I am about to depart on pilgrimage to Assisi. This is my fifth serious attempt at being a pilgrim. There are many challenges. The first is resolving to go. There are always hundreds of excuses as to why going on pilgrimage is a bad idea; the wrong time, too many commitments, it will take too long , it will cost too much etc. There are also obstacles that are more subtle – I am not sure how to approach it, I am not sure if it’s worth it, etc. There are also the deeper obstacles that touch the edge of fear – what happens if God calls my bluff? I am not sure if I really want to encounter either the Lord or myself. If this is your experience, be consoled – it’s quite normal.

I have to admit that all some of the most fruitful spiritual exercises I have been through are pilgrimages. The most demanding aspect of them is other people! It is one thing to go to church with them once a week, it is another thing to live alongside them for a week. It is very hard to stay together both in a physical sense and a spiritual sense; people do move at such different speeds and everyone’s spiritual needs and tastes are so different! I have always found pilgrimages a wake up call – “wake up and stop thinking so much about yourself!”

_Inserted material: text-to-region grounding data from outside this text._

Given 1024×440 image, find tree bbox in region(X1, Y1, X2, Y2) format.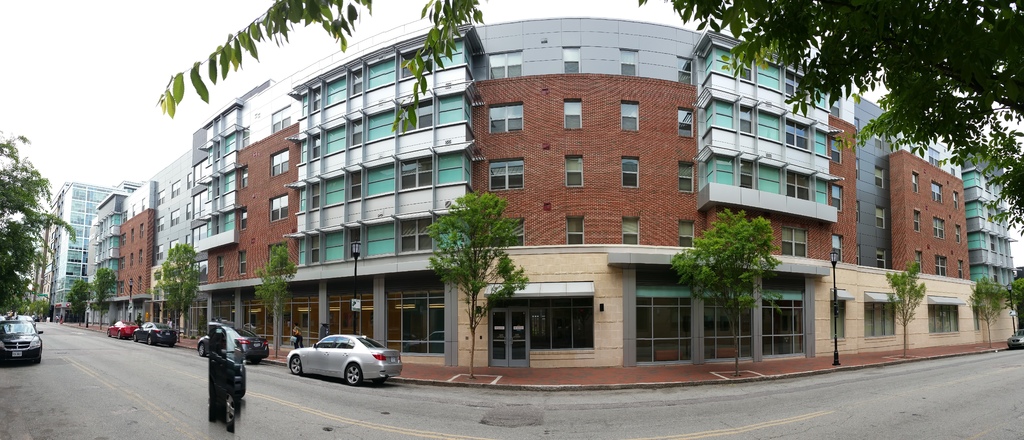
region(90, 263, 124, 324).
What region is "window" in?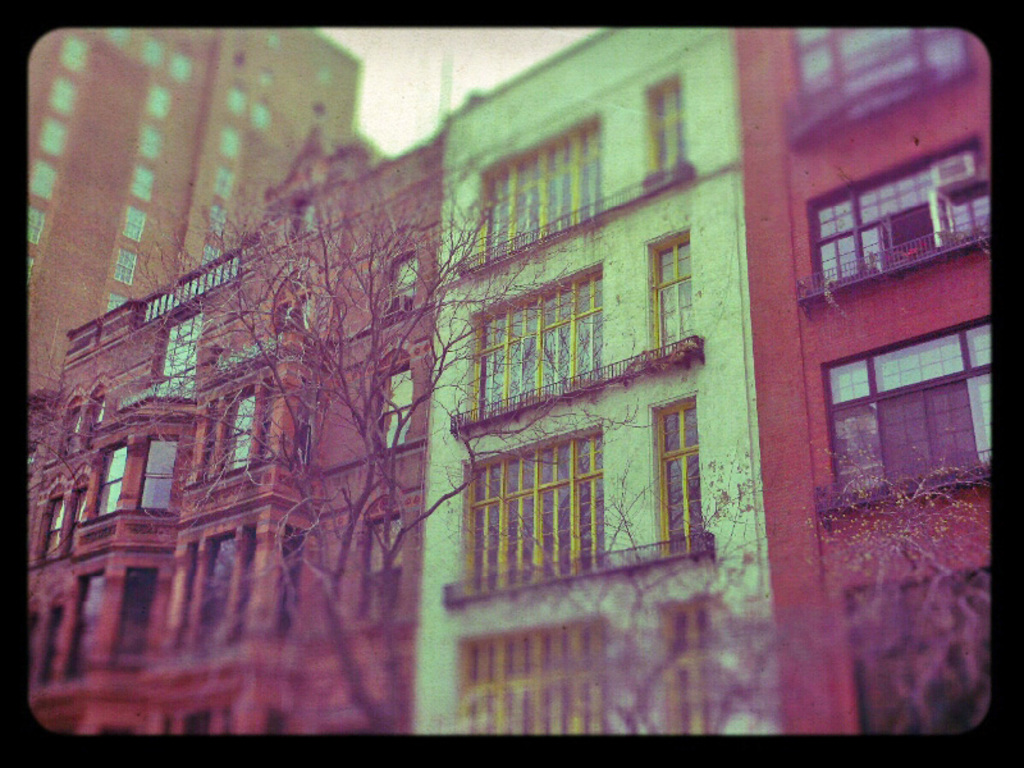
crop(204, 247, 216, 264).
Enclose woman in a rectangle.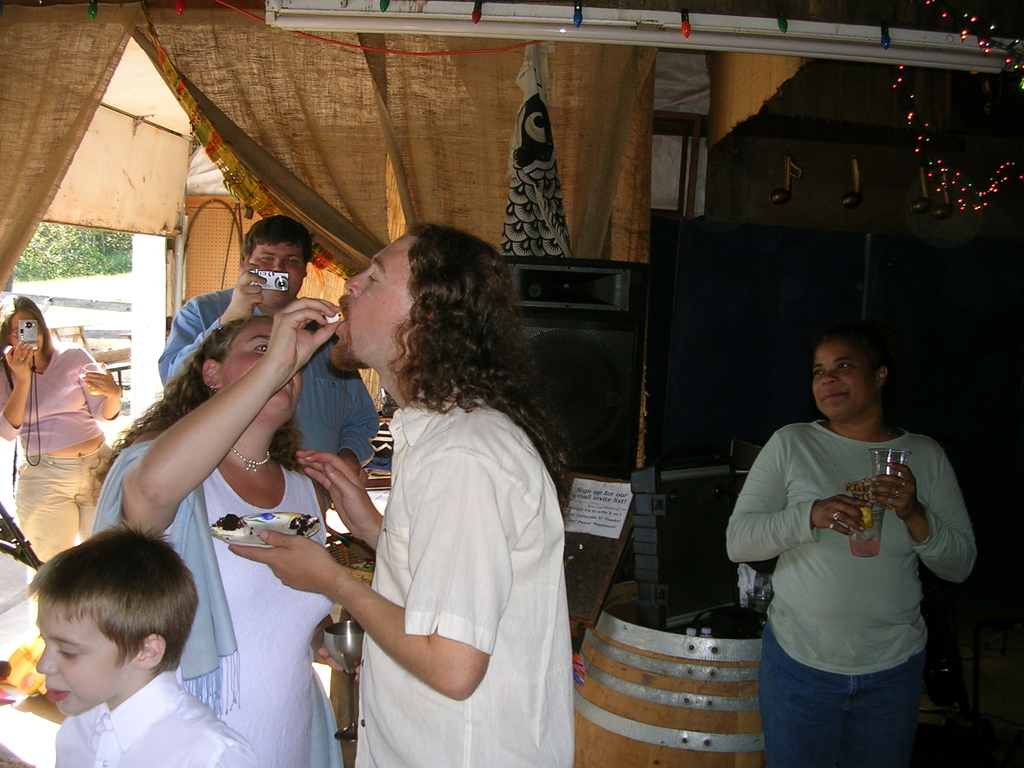
726/333/977/767.
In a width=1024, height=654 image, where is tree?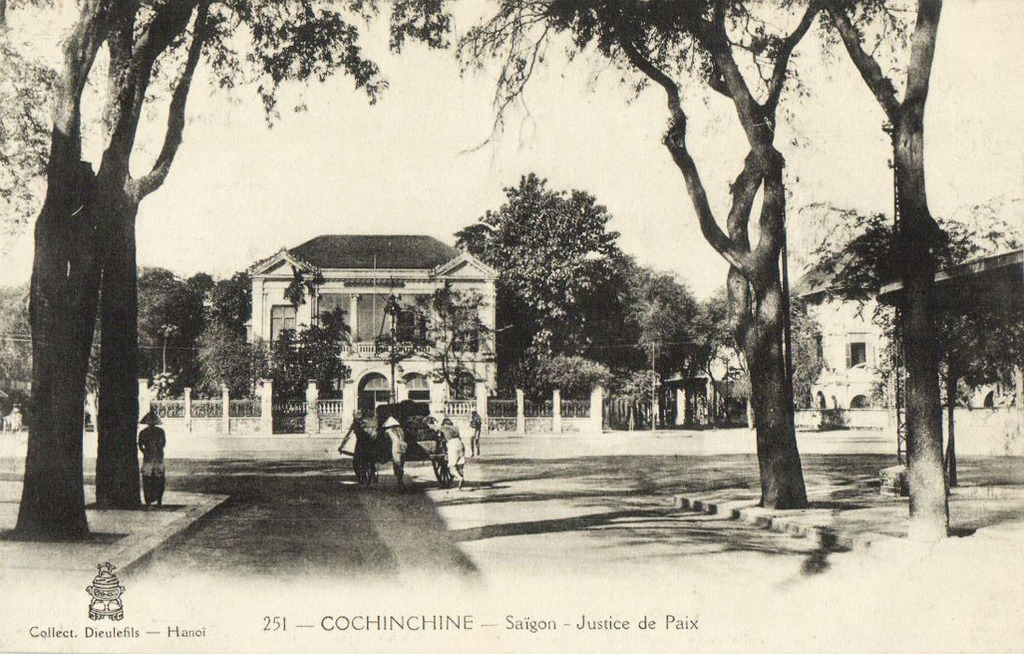
detection(822, 0, 945, 534).
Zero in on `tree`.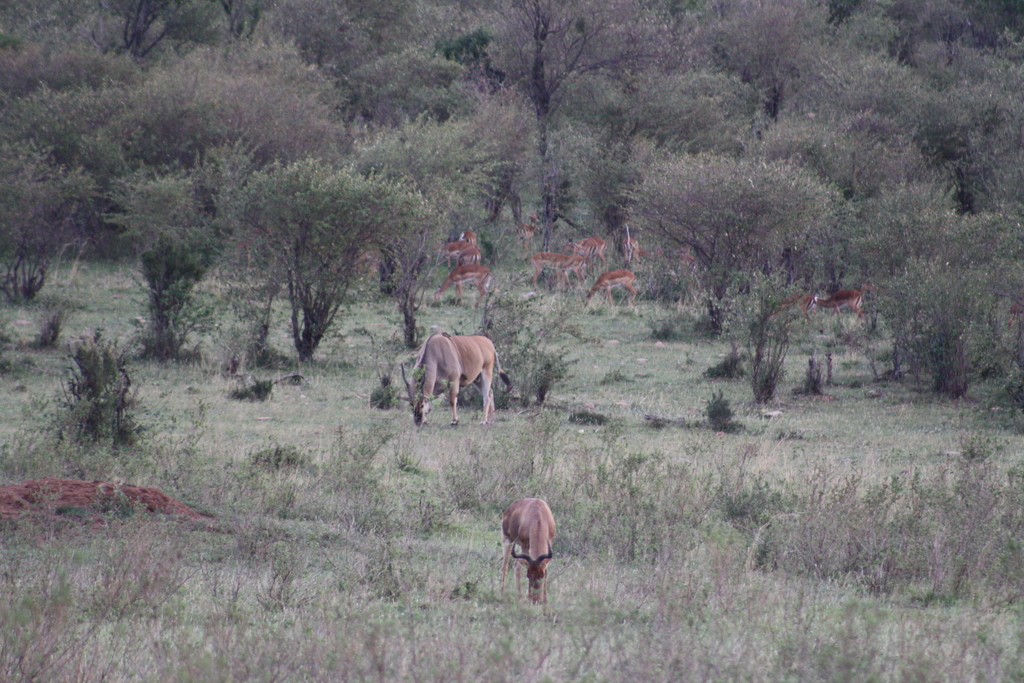
Zeroed in: l=821, t=5, r=1012, b=78.
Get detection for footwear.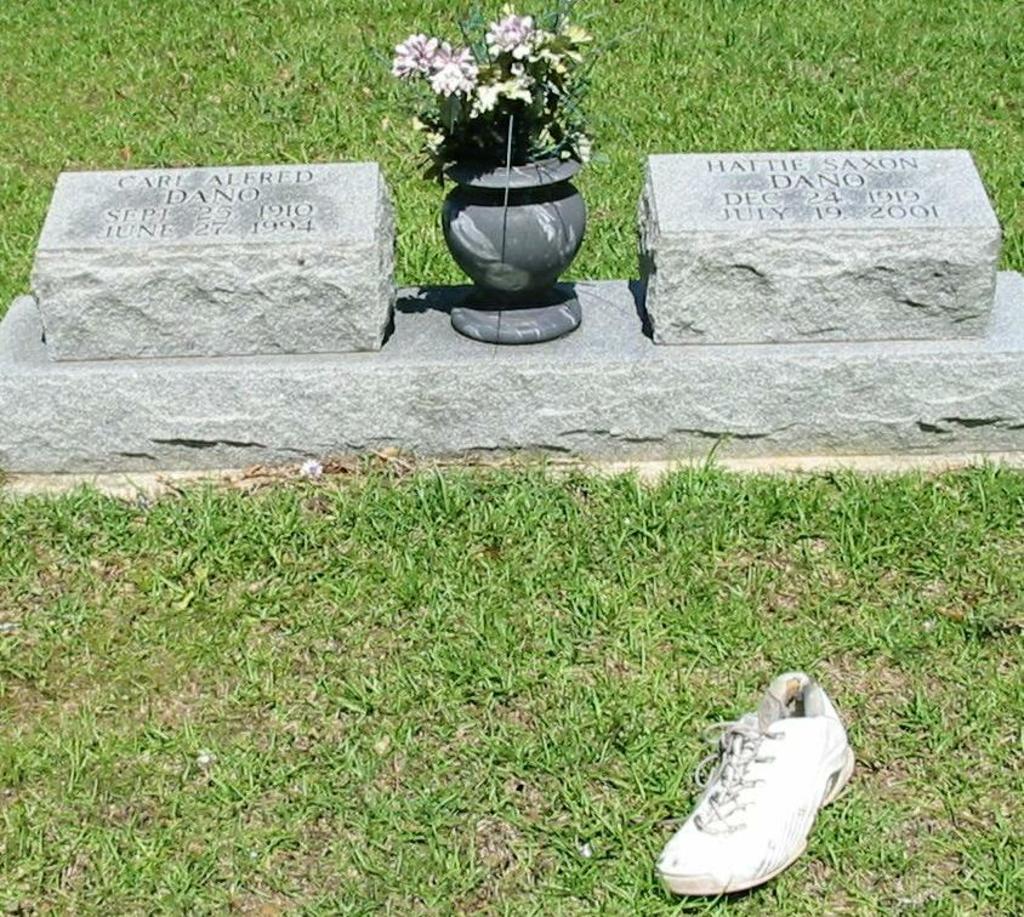
Detection: box=[639, 666, 865, 902].
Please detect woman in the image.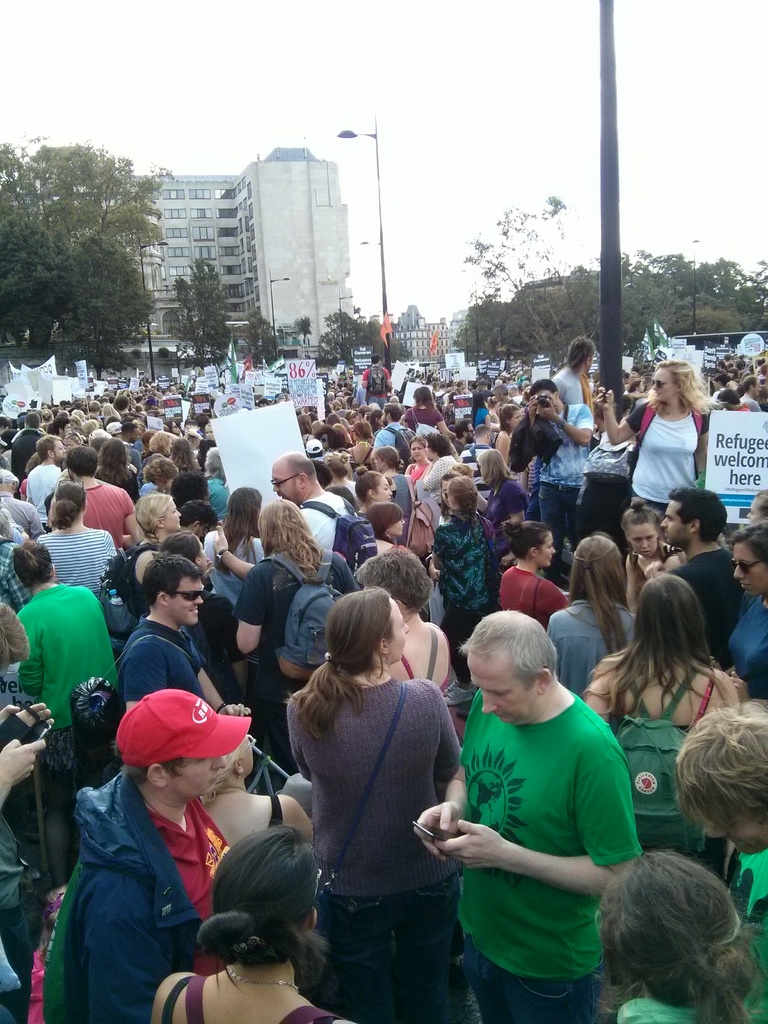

Pilgrimages to Holy Places open up the heart and mind to stories and truths of such power and beauty that we cannot fail to be affected. Challenges to our practice of the faith that arise on pilgrimage are deep and authentic. Pilgrimage is partaking in the mystical body of Christ ( which as the Prayer Book tells us is ) – the blessed company of all faithful people. Pilgrimage relocates us outside the parochial dung heap into the Church Universal in time and space. Pilgrimage is another sign that God is at work among his people and that we are not alone on the journey.

Pilgrimage is at the heart of our Faith; from the pilgrimage of Abraham, through the wandering of Moses, to the journey of Our Lord who set His face toward Jerusalem, we are called to move; to let go of the past and reach out to that which lies before. Pilgrimage reminds us that here we have no abiding city but our home is in heaven.

Let Holy Week be for us a pilgrimage. Let us rejoice in our fellowship. Let us keep company with Christ on the way of sorrow that we might glimpse the city of eternal light. Pilgrims find it necessary, in the end, to jettison all that encumbers them on the journey; let us pray for grace to shed those burdens of our hearts and minds that prevent our forward movement into communion with God. Let us seek grace to be free from all wrong attachments that we might be responsive to His will.

It is facile to say to say that all life is a pilgrimage for many people travel the world and return with the same ignorance and prejudice that they had before their journey. It is true to say that an attitude of pilgrimage can change all life, for pilgrimage, in its essence is a letting go of a world built upon self to seek a life that is founded upon the revelation of the eternal word in Jesus Christ our Lord.